Liberia has placed 153 people under surveillance for Ebola after three new cases emerged in the West African nation this past week, months after it had twice before been declared free of the disease.

A woman has her temperature measured by a health worker before entering the Ebola clinic where a 10-year-old boy is being treated for Ebola on the outskirts of Monrovia, Liberia, Friday.

World Health Organizations (WHO) investigators were working to unlock the mystery of how a new cluster of cases emerged in Monrovia because there was no evidence yet of the usual factors, such as contact with a person suffering from Ebola, handling remains of  an Ebola victim or traveling to a region where the virus is prevalent, said Margaret Harris, a spokeswoman for WHO.

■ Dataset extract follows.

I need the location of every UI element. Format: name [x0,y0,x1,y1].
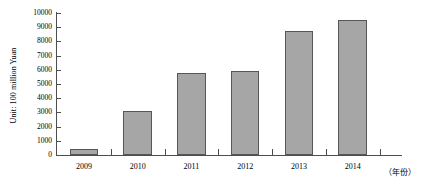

There are currently no known cases in two neighboring countries that, like Liberia, have been devastated by Ebola for nearly two years. Sierra Leone was declared free of the disease earlier this month. A week ago, the last known patient with Ebola in Guinea, a 3-week-old girl, was found to have recovered. Forty-two days must pass without a new case of Ebola before a country can be declared free of the disease.

More than 11,300 people have died since the virus first emerged in December of 2013.

"What we are investigating is whether there has been contact with body fluids of someone with persistent virus," Harris said, referring to a person who has recovered from the disease but still harbors the virus in some part of the body.

The Ebola virus has been detected in semen and earlier this year, an American doctor who contracted the disease while working in a hospital in Sierra Leone and then later recovered, was found to have the virus still present in one of his eyes.

The new cluster of cases in Liberia emerged in a suburb of the capital city of Monrovia. A 10-year-old boy was diagnosed and then the boy's father and brother tested positive for Ebola, according to Reuters. All three are being treated at a clinic in Monrovia.

Liberia has twice before been declared Ebola free, on May 9 and then again on Sept. 3. In between, six new cases were uncovered. Two of those patients died.